In the Smith case, two Native American workers were fired by a private drug rehabilitation organization for ingesting peyote, a hallucinogenic drug, as part of a religious service. When they tried to apply for unemployment benefits, they were denied.
The case eventually worked its way up to the U.S. Supreme Court, with former Justice Antonin Scalia penning the majority opinion that “the right of free exercise does not relieve an individual of the obligation to comply with a valid and neutral law of general applicability on the ground that the law proscribes (or prescribes) conduct that his religion prescribes (or proscribes).” In other words, a religious objector is still bound by the same laws that other citizens must obey, as long as the laws do not single out people of a particular faith for inferior treatment.
The Kleins’ lawyers also ask the high court to reaffirm Smith’s “hybrid rights doctrine, applying strict scrutiny to free exercise claims that implicate other fundamental rights, and resolving the circuit split over the doctrine’s precedential status.”
In other words, they want the court to rule that, in cases where a religious objector’s right to free speech and free exercise of religion conflict with a certain law, that law can only be enforced if it meets “strict scrutiny” meaning: A.) the government has a compelling interest in ensuring that the law is carried out; B.) the law is narrowly tailored to achieve its stated goals; and C.) there is no less restrictive way to achieve the law’s intent.
But Think Progress, the website of the liberal-leaning Center for American Progress, notes that overturning the Smith decision could have significant negative ramifications, due to the Supreme Court’s 2014 decision in Burwell v.
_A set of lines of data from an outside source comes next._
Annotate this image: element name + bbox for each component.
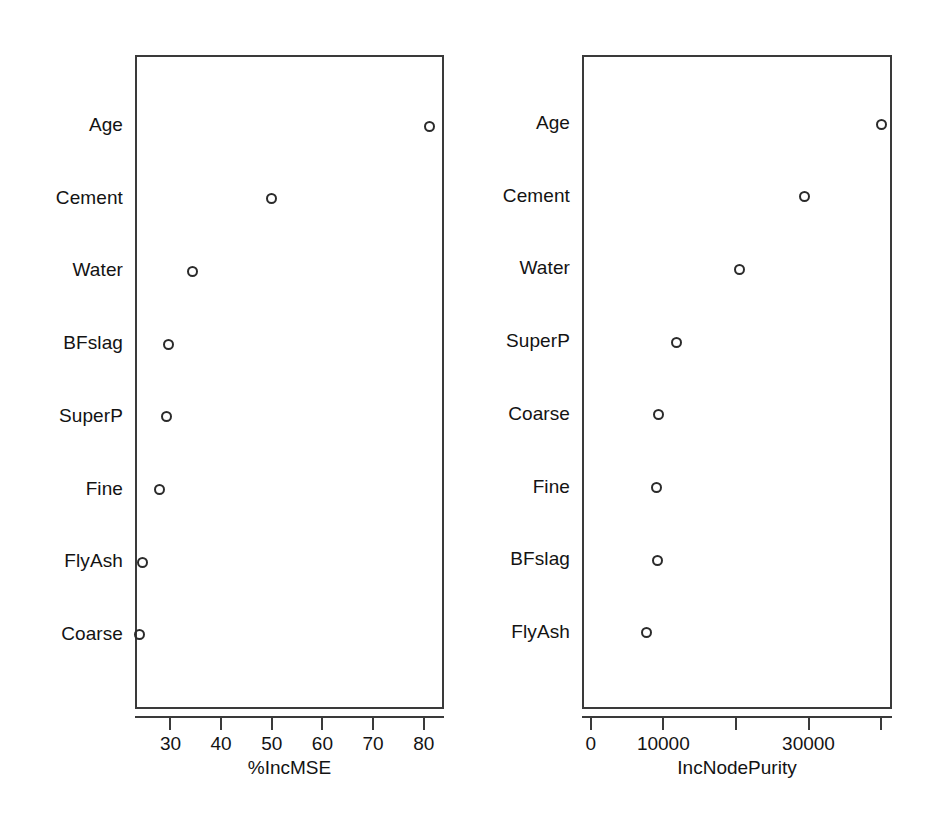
x-axis-tick (423, 718, 425, 730)
y-axis-label: Cement (56, 187, 123, 209)
y-axis-label: Age (536, 112, 570, 134)
x-axis-title-left: %IncMSE (135, 757, 444, 779)
x-axis-line (135, 716, 444, 718)
panel-incmse: AgeCementWaterBFslagSuperPFineFlyAshCoar… (0, 0, 464, 828)
x-axis-tick (662, 718, 664, 730)
y-axis-label: SuperP (59, 405, 123, 427)
x-axis-tick (321, 718, 323, 730)
y-axis-label: BFslag (510, 548, 570, 570)
y-axis-label: Fine (86, 478, 123, 500)
x-axis-tick (169, 718, 171, 730)
data-point-marker (154, 484, 165, 495)
x-axis-tick-label: 30000 (769, 733, 849, 755)
x-axis-tick (271, 718, 273, 730)
y-axis-label: Age (89, 114, 123, 136)
x-axis-tick-label: 80 (384, 733, 464, 755)
y-axis-label: Fine (533, 476, 570, 498)
x-axis-title-right: IncNodePurity (582, 757, 892, 779)
data-point-marker (876, 119, 887, 130)
data-point-marker (651, 482, 662, 493)
y-axis-label: BFslag (63, 332, 123, 354)
data-point-marker (137, 557, 148, 568)
y-axis-label: Coarse (508, 403, 570, 425)
data-point-marker (671, 337, 682, 348)
data-point-marker (424, 121, 435, 132)
y-axis-label: Coarse (61, 623, 123, 645)
data-point-marker (187, 266, 198, 277)
x-axis-tick (880, 718, 882, 730)
x-axis-tick-label: 0 (551, 733, 631, 755)
y-axis-label: Water (520, 257, 570, 279)
variable-importance-figure: AgeCementWaterBFslagSuperPFineFlyAshCoar… (0, 0, 928, 828)
plot-box-right (582, 55, 892, 709)
data-point-marker (163, 339, 174, 350)
x-axis-tick (372, 718, 374, 730)
x-axis-tick-label: 10000 (623, 733, 703, 755)
y-axis-label: FlyAsh (511, 621, 570, 643)
x-axis-tick (808, 718, 810, 730)
x-axis-tick (735, 718, 737, 730)
data-point-marker (652, 555, 663, 566)
plot-box-left (135, 55, 444, 709)
data-point-marker (734, 264, 745, 275)
y-axis-label: Water (73, 259, 123, 281)
y-axis-label: FlyAsh (64, 550, 123, 572)
x-axis-line (582, 716, 892, 718)
panel-incnodepurity: AgeCementWaterSuperPCoarseFineBFslagFlyA… (464, 0, 928, 828)
x-axis-tick (590, 718, 592, 730)
x-axis-tick (220, 718, 222, 730)
y-axis-label: SuperP (506, 330, 570, 352)
y-axis-label: Cement (503, 185, 570, 207)
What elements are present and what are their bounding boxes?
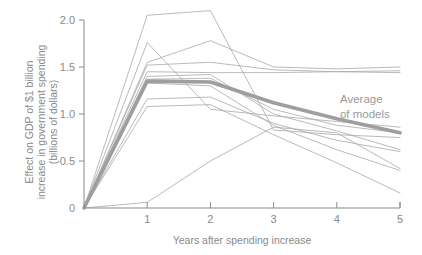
y-tick-label-0: 0: [69, 202, 75, 214]
y-axis-title-line-3: (billions of dollars): [47, 80, 59, 165]
x-axis-title: Years after spending increase: [173, 234, 312, 246]
y-tick-label-3: 1.5: [60, 61, 75, 73]
series-line-model-11: [84, 127, 400, 208]
x-tick-label-5: 5: [397, 213, 403, 225]
annotation-average-of-models-line2: of models: [340, 108, 390, 120]
series-line-model-2: [84, 43, 400, 208]
y-tick-label-4: 2.0: [60, 14, 75, 26]
y-axis-title-line-2: increase in government spending: [35, 45, 47, 200]
annotation-average-of-models-line1: Average: [340, 93, 383, 105]
y-tick-label-1: 0.5: [60, 155, 75, 167]
chart-container: 00.51.01.52.012345 Years after spending …: [0, 0, 422, 255]
y-axis-title-line-1: Effect on GDP of $1 billion: [23, 60, 35, 183]
y-tick-label-2: 1.0: [60, 108, 75, 120]
line-chart: 00.51.01.52.012345 Years after spending …: [0, 0, 422, 255]
x-tick-label-1: 1: [144, 213, 150, 225]
x-tick-label-2: 2: [207, 213, 213, 225]
x-tick-label-4: 4: [334, 213, 340, 225]
x-tick-label-3: 3: [271, 213, 277, 225]
series-line-model-10: [84, 105, 400, 208]
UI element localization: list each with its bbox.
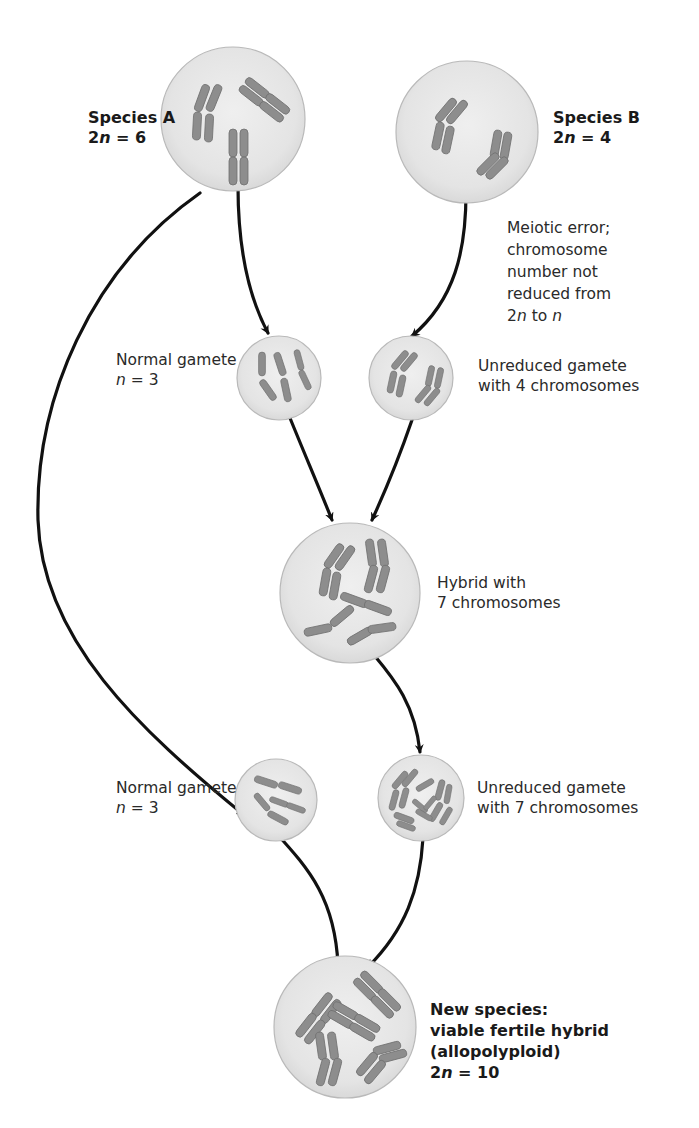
label-species-a: Species A 2n = 6 bbox=[88, 108, 175, 148]
label-normal-gamete-1: Normal gamete n = 3 bbox=[116, 350, 237, 390]
label-unreduced-gamete-7: Unreduced gamete with 7 chromosomes bbox=[477, 778, 638, 818]
arrow-species-a-to-normal-gamete-1 bbox=[238, 186, 268, 333]
label-normal-gamete-2: Normal gamete n = 3 bbox=[116, 778, 237, 818]
arrow-hybrid-to-unreduced-gamete-7 bbox=[374, 655, 420, 752]
arrow-unreduced-gamete-4-to-hybrid bbox=[372, 420, 412, 520]
allopolyploid-diagram: Species A 2n = 6 Species B 2n = 4 Meioti… bbox=[0, 0, 699, 1128]
arrow-normal-gamete-2-to-new-species bbox=[276, 833, 338, 965]
arrow-species-b-to-unreduced-gamete-4 bbox=[412, 193, 466, 336]
cell-species-a bbox=[161, 47, 305, 191]
label-new-species: New species: viable fertile hybrid (allo… bbox=[430, 999, 609, 1083]
arrow-normal-gamete-1-to-hybrid bbox=[290, 418, 332, 520]
label-unreduced-gamete-4: Unreduced gamete with 4 chromosomes bbox=[478, 356, 639, 396]
arrow-species-a-to-normal-gamete-2 bbox=[38, 193, 244, 815]
cell-normal-gamete-1 bbox=[237, 336, 321, 420]
cell-unreduced-gamete-4 bbox=[369, 336, 453, 420]
cell-unreduced-gamete-7 bbox=[378, 755, 464, 841]
diagram-canvas bbox=[0, 0, 699, 1128]
arrow-unreduced-gamete-7-to-new-species bbox=[368, 838, 423, 967]
label-meiotic-error: Meiotic error; chromosome number not red… bbox=[507, 217, 611, 327]
cell-hybrid-7 bbox=[280, 523, 420, 663]
label-species-b: Species B 2n = 4 bbox=[553, 108, 640, 148]
label-hybrid-7: Hybrid with 7 chromosomes bbox=[437, 573, 561, 613]
cell-new-species bbox=[274, 956, 416, 1098]
cell-species-b bbox=[396, 61, 538, 203]
cell-normal-gamete-2 bbox=[235, 759, 317, 841]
Hobby Lobby, where the court effectively rewrote the federal Religious Freedom Restoration Act.
Under the interpretation of RFRA espoused in the Burwell case, religious objectors’ rights trump those of third parties (whereas, prior to Smith, courts generally found that business owners with religious objections were not allowed to impose their own beliefs onto their customers).
“If [the standard of strict scrutiny] were extended to state laws, very basic law enforcement would become quite difficult, at least when the law is enforced against a religious objector,” Think Progress‘s Ian Millhiser writes.
“Literally any law, be it an anti-discrimination law, a minimum wage law, or even something as simple as a law requiring drivers to drive the speed limit — maybe the driver was speeding because they believed they had a religious obligation not to be late to church? — could become unenforceable against religious conservatives unless the law survived the strictest level of constitutional review.”
It is still unclear whether the Supreme Court will take up the Klein’s case, but some liberal groups worry that the conservative court, with newly confirmed Justice Brett Kavanaugh, will be all too eager to overrule precedent in order to give significant weight to the claims of people who claim their alleged “religious beliefs” — regardless of the sincerity of those beliefs — exempts them from having to follow laws to which other citizens must adhere.
“The religious right hasn’t even waited for the ink to dry on Masterpiece Cakeshop. Justice Kavanaugh hasn’t even warmed his seat before they try to roll back protection for the LGBTQ community,” Jason Lemieux, the director of government affairs for the Center for Inquiry, a humanist think tank. “Once again, they are warping the Constitution by attempting to replace religious freedom for every individual with religious privilege for a handful. Their aim is to make ‘religion’ a magic word that places their bigotry above our country’s anti-discrimination laws.”